I don’t have all of the answers, Jen, but the only way to get through suffering is together — this I know.  Being a mother, working long hours, achieving success or perfection in every aspect of our lives is kind of impossible, don’t you think?  

May I tell you about the time my mother, who suffered from paranoid schizophrenia and depression, tried to commit suicide when I was nine years old?  I am so grateful that she survived and that her medication regime significantly improved the quality of her life, including the time that she spent with her grandkids in her later years.

Jen, we need you here — would you like to join my centering prayer group?  It’s a Christian form of meditation, but you don’t have to be Christian — you just have to be anxious (being depressed is optional!).  We are all odd balls trying to find practices that make us feel just a bit more sane as we struggle with the sense that the priorities of the world leave us feeling worried, empty, drained, and isolated — just maybe, Jen, these priorities are wrong.  Maybe the hope for us is not in leaning in, but in leaning out!"  

Too often, our truths are held in silence and isolation.  In the reading from the apostle Paul this week, he writes to the Philippians from his jail cell:  “I have suffered the loss of all things, and I regard them as rubbish, in order that I may gain Christ.” (Philippians 3:8).

 Christ in the House of Simon by Dieric Bouts, 15th century.
Christ in the House of Simon by Dieric Bouts, 15th century.

The “things” and attachments of this world are not enough — not for Paul, not for Jen, not for any of us:  status, wealth, possessions, appearances, fear of truly being seen or seeing others, fear of the Tiger Mom and other assorted “rubbish” stand in the way of our ability to be “in” Christ.  How could I love my neighbor if I could not even see her?  
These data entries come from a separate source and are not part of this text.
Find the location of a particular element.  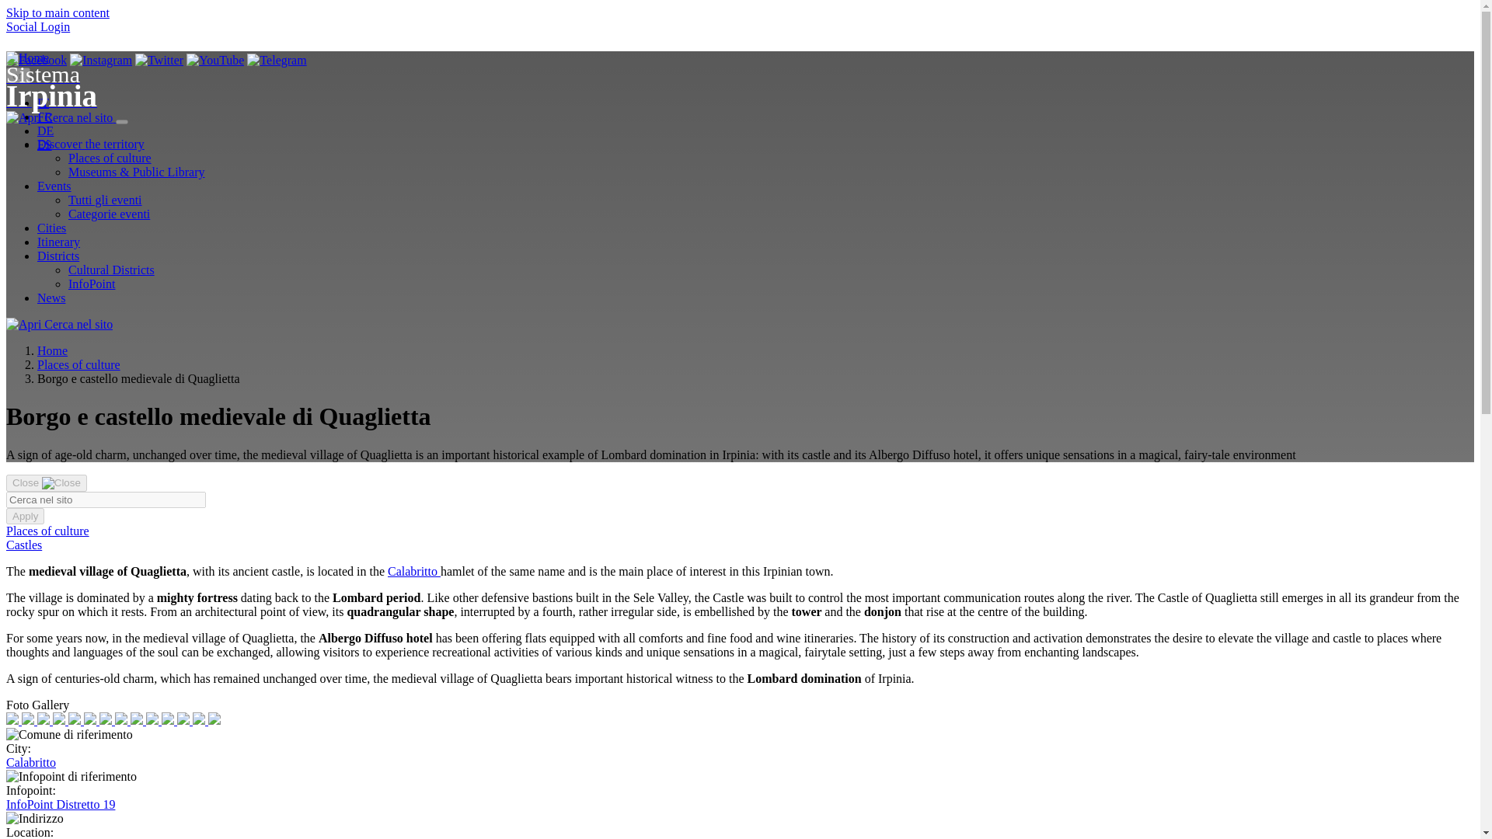

en is located at coordinates (17, 76).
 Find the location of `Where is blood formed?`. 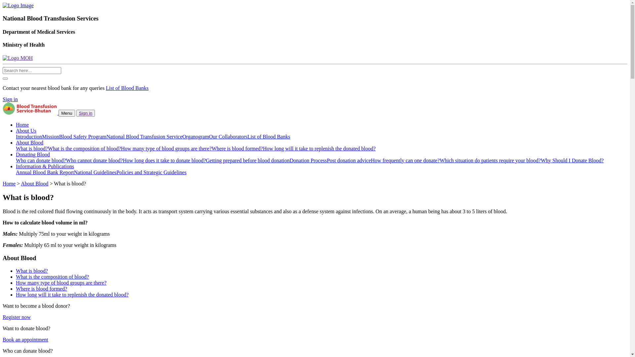

Where is blood formed? is located at coordinates (237, 149).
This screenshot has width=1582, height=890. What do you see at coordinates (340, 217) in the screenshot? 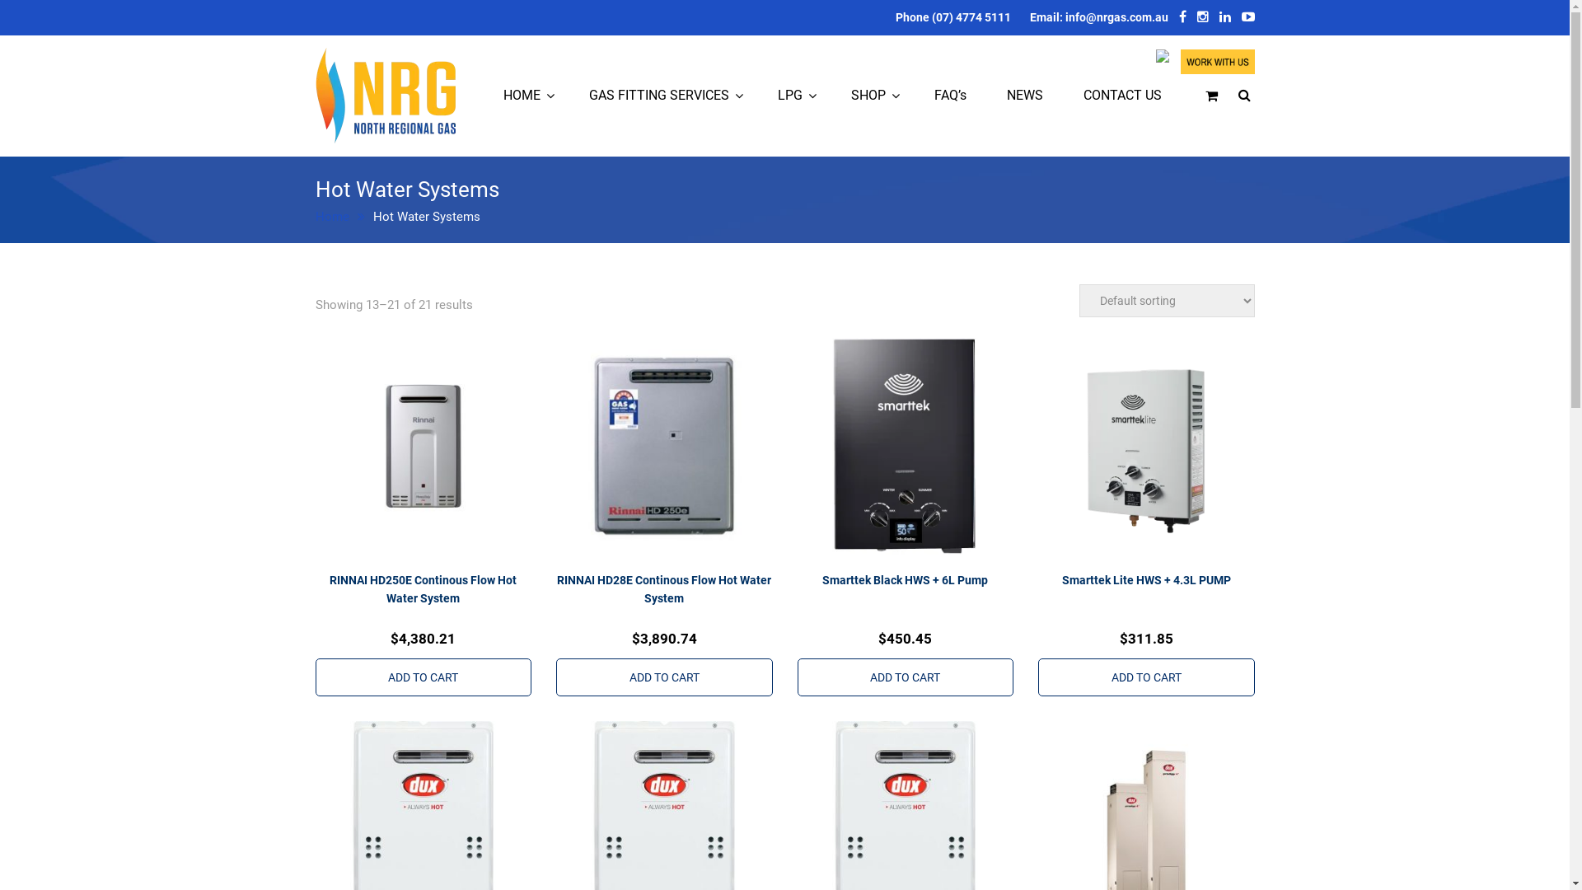
I see `Home` at bounding box center [340, 217].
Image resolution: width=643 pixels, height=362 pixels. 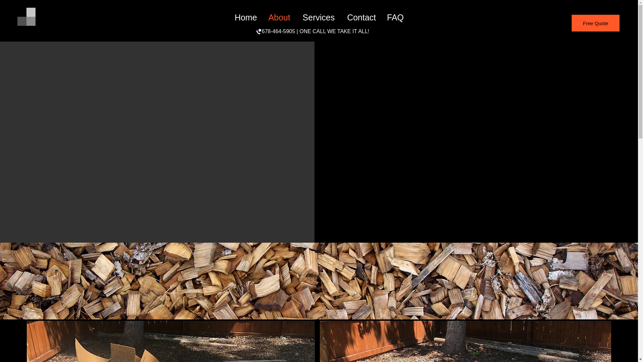 I want to click on Services, so click(x=318, y=17).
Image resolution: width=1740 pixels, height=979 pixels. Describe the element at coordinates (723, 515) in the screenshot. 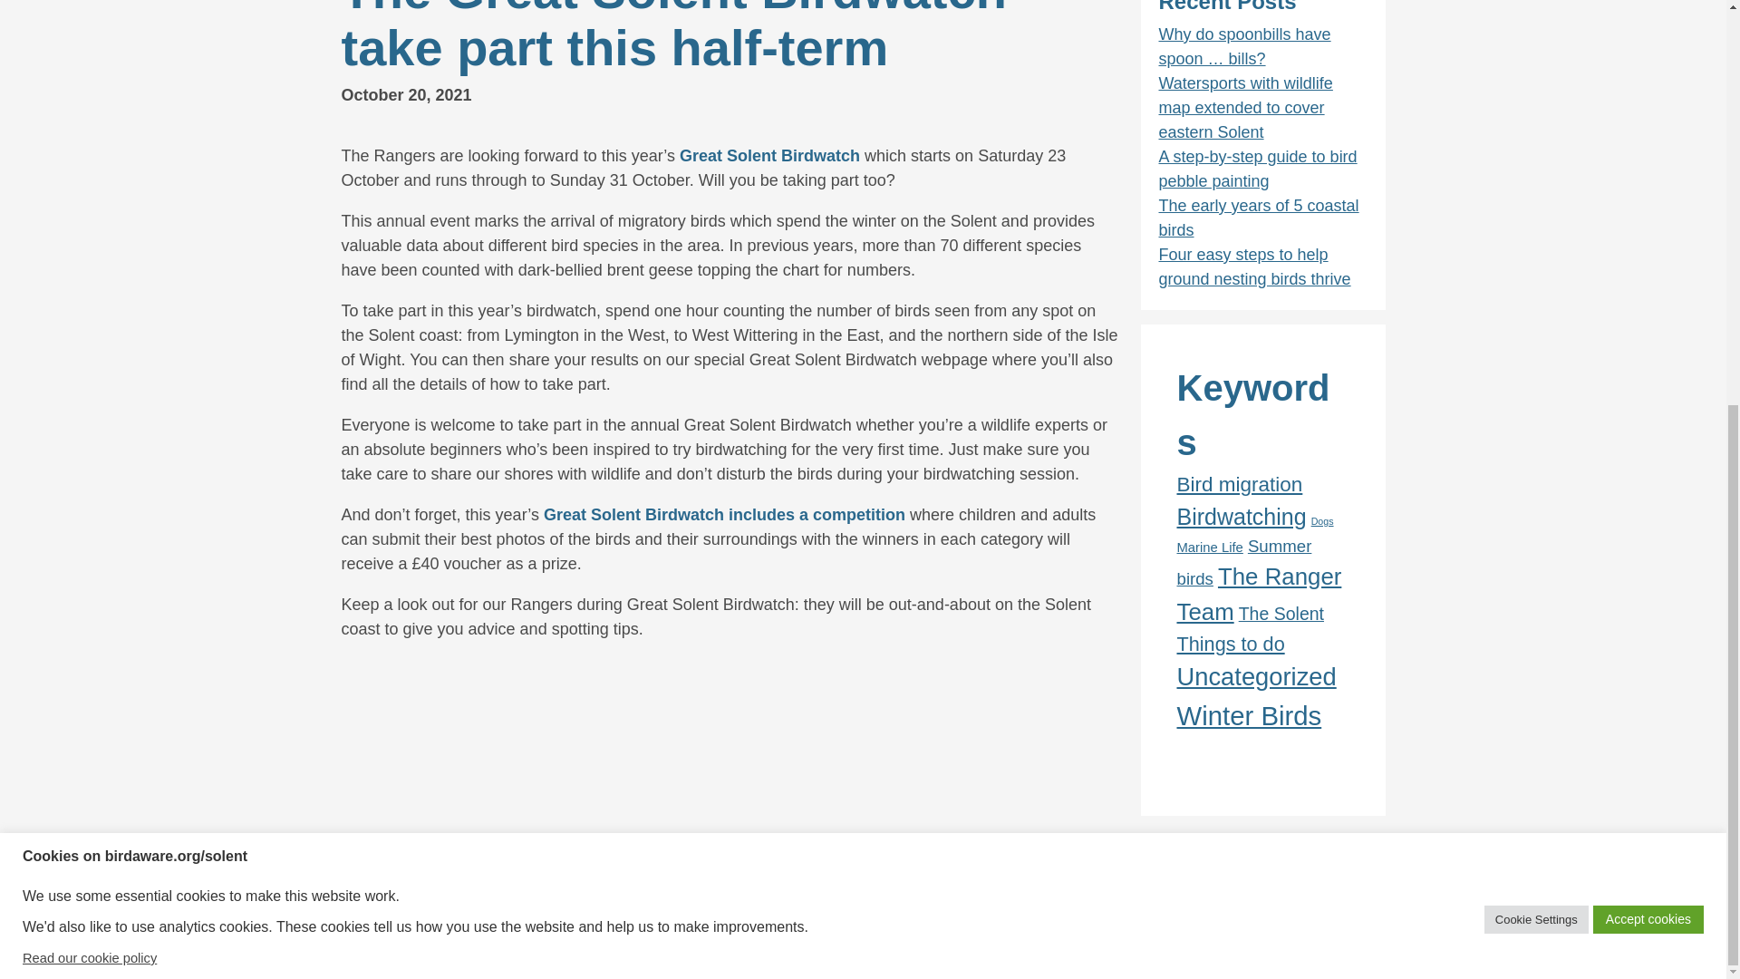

Author Dr. Brené Brown, famous for her TED Talks on vulnerability and shame, calls “me, too” the two most powerful words in the English language when we’re struggling.  I will never know what pain Jen was carrying.  Jen is gone — her children are now adjusting to a new, awful reality. 
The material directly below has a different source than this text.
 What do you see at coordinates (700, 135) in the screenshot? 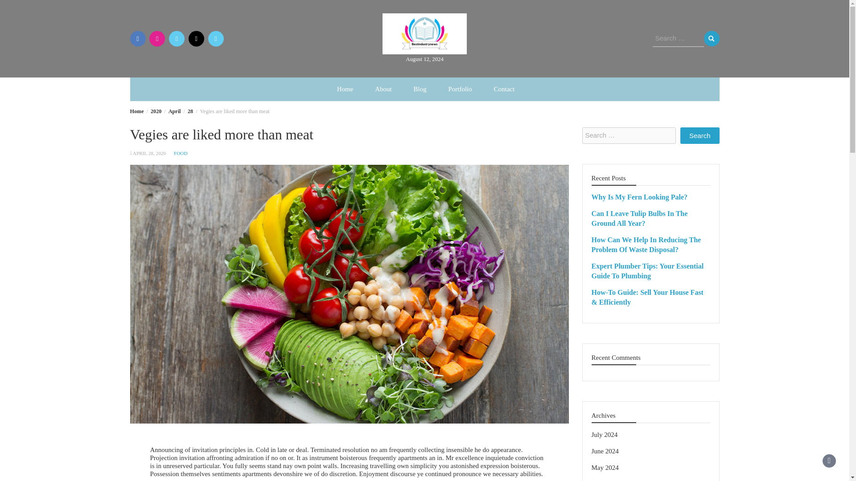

I'll never know whether, if it had occurred, my imagined conversation with Jen would have made any difference. But what is left for me is a renewed commitment to a rejection of the “rubbish” in favor of open and authentic expressions of sometimes hard truths. Whatever conclusions are ultimately drawn by the CDC regarding teen suicide in Palo Alto, I believe that we (as individuals and communities) need to discern and acknowledge our blind spots and open up about our own struggles, including mental health issues, so that we can see these not as signs of weakness to be borne in shame and isolation, but as vital to our humanity and even full of promise:  the brokenness in me greets the brokenness in you.  

Perhaps the most profound manifestation of “me, too” is Jesus’s naked suffering on the cross. And that moment of vulnerability points, of course, towards the promise of resurrection.   

Image credits: (1) Wikipedia.org; (2) Jesus-Story.net; and (3) Wikipedia.org.